I'm wondering if the reel ends in this print were determined by the archive that made it rather than the original editor and/or negative cutter. Only one of the reels had negative lab cues - the rest were all Clint Phare-type scribed cues. It was also a 100-minute movie in five reels (it's very unusual for every reel of a feature print to be the full 20 minutes, especially from that era - 16-18 minutes is more common), and there was nitrate decomposition artifacting printed from the negative in one section. So I'm wondering if the source element from which this was printed was assembled from multiple sources itself, and that the person(s) assembling it simply didn't know what doing a manual changeover involves and therefore didn't give any thought to the positioning of the reel ends.

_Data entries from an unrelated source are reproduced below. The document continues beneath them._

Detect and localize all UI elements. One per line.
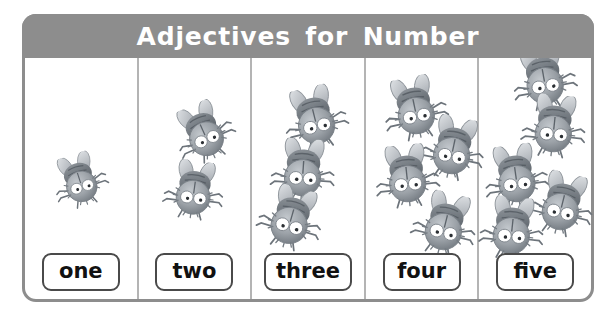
number-word-label[interactable]: five: [496, 253, 574, 291]
number-column-five[interactable]: five: [479, 58, 591, 299]
bug-group-five: [479, 58, 591, 248]
label-slot: two: [139, 253, 251, 291]
number-column-four[interactable]: four: [366, 58, 480, 299]
label-slot: one: [25, 253, 137, 291]
number-column-two[interactable]: two: [139, 58, 253, 299]
number-word-label[interactable]: one: [42, 253, 120, 291]
worksheet-header: Adjectives for Number: [22, 14, 594, 58]
bug-group-two: [139, 58, 251, 248]
number-column-three[interactable]: three: [252, 58, 366, 299]
bug-group-one: [25, 58, 137, 248]
number-column-one[interactable]: one: [25, 58, 139, 299]
label-slot: five: [479, 253, 591, 291]
page-title: Adjectives for Number: [137, 22, 480, 51]
bug-group-four: [366, 58, 478, 248]
bug-icon: [44, 146, 116, 216]
label-slot: three: [252, 253, 364, 291]
number-word-label[interactable]: two: [155, 253, 233, 291]
bug-icon: [158, 157, 229, 225]
worksheet: Adjectives for Number: [0, 0, 616, 325]
label-slot: four: [366, 253, 478, 291]
column-list: one: [25, 58, 591, 299]
bug-group-three: [252, 58, 364, 248]
number-word-label[interactable]: three: [264, 253, 352, 291]
number-word-label[interactable]: four: [383, 253, 461, 291]
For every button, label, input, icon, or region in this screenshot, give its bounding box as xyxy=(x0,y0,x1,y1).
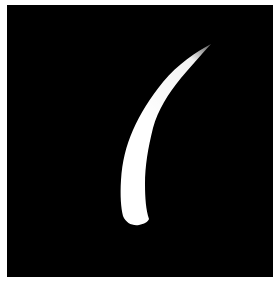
horn-silhouette xyxy=(0,0,277,285)
horn-shape xyxy=(121,44,211,225)
image-canvas xyxy=(0,0,277,285)
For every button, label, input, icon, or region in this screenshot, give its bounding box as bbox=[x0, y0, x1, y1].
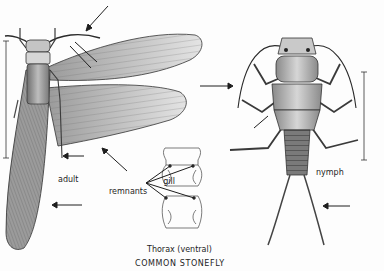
figure-title: COMMON STONEFLY bbox=[135, 260, 225, 268]
illustration-art bbox=[0, 0, 384, 271]
thorax-ventral-inset bbox=[146, 148, 202, 228]
adult-scale-bar bbox=[3, 41, 9, 158]
adult-stonefly bbox=[3, 6, 202, 249]
label-nymph: nymph bbox=[316, 169, 344, 177]
nymph-scale-bar bbox=[361, 72, 367, 160]
label-gill: gill bbox=[139, 178, 175, 186]
label-remnants: remnants bbox=[109, 188, 145, 196]
nymph-stonefly bbox=[200, 38, 367, 245]
label-thorax-ventral: Thorax (ventral) bbox=[147, 246, 212, 254]
label-adult: adult bbox=[58, 176, 78, 184]
stonefly-illustration: adult gill remnants nymph Thorax (ventra… bbox=[0, 0, 384, 271]
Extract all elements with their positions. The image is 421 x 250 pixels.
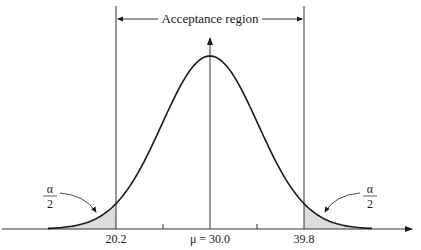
right-tail-shaded-region: [304, 204, 372, 229]
svg-text:2: 2: [47, 197, 53, 211]
left-pointer-arrow: [60, 193, 96, 212]
normal-distribution-diagram: Acceptance region 20.2 μ = 30.0 39.8 α 2…: [0, 0, 421, 250]
svg-text:2: 2: [367, 197, 373, 211]
left-tail-shaded-region: [48, 204, 116, 229]
left-alpha-half-label: α 2: [43, 182, 57, 211]
svg-text:α: α: [367, 182, 374, 196]
svg-text:α: α: [47, 182, 54, 196]
acceptance-region-label: Acceptance region: [161, 11, 259, 26]
lower-critical-label: 20.2: [106, 232, 127, 246]
mean-label: μ = 30.0: [190, 232, 230, 246]
upper-critical-label: 39.8: [294, 232, 315, 246]
right-pointer-arrow: [325, 193, 360, 212]
right-alpha-half-label: α 2: [363, 182, 377, 211]
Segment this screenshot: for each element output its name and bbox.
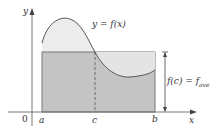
average-value-label: f(c) = fave [167,77,210,88]
average-value-label-main: f(c) = f [167,76,199,86]
tick-label-b: b [152,115,158,124]
height-arrow-up-icon [163,52,167,57]
origin-label: 0 [22,115,28,124]
curve-label: y = f(x) [92,20,126,29]
y-axis-arrow-icon [30,8,35,15]
y-axis-label: y [23,7,28,16]
x-axis-label: x [189,116,194,125]
tick-label-c: c [92,116,97,125]
tick-label-a: a [39,116,44,125]
height-arrow-down-icon [163,107,167,112]
x-axis-arrow-icon [190,110,197,115]
average-value-label-subscript: ave [199,81,210,88]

quote: Scott Norwood Presumably, the assumption at the time was that no frames would be cut out of the print at the reel ends, so it would be possible to make frame accurate (or nearly so) changeovers.
Good point. After 2K reels became the norm in the mid-30s but before platters and towers, no-one would ever have needed to cut a leader or tail or leave ID frames, and so release prints would simply not ever have lost any frames from the start and end in normal use. For the picture changeover at least, the ramp-up speed of the motor on a given projector is an unchanging, known quantity, and so the operators at each theater would eventually work out what point in the leader to thread to such that the first frame of the action is in the gate when the over cue appears. Once you've done that, the accuracy of the change is limited only by the speed of the human reflex.
quote: Louis Bornwasser Also, remember back in the 30s that sound changeovers were made with a big knob that had zero in the middle and volume on both sides. It was impossible not to fade down and then back up. This was physically large and coupled to at least one other knob with a shaft and gearing. There was a certain amount of inertia in this. Words would have been lost.
Wow! And I thought we were old fashioned, having separate picture and sound change buttons! In that case, no wonder the major studios liked to end their reels with a fade-out. It must have taken a lot of skill to do that and the pix change on the nail, unless the booths in those days were so lavishly staffed that there was a separate projectionist to change over the audio.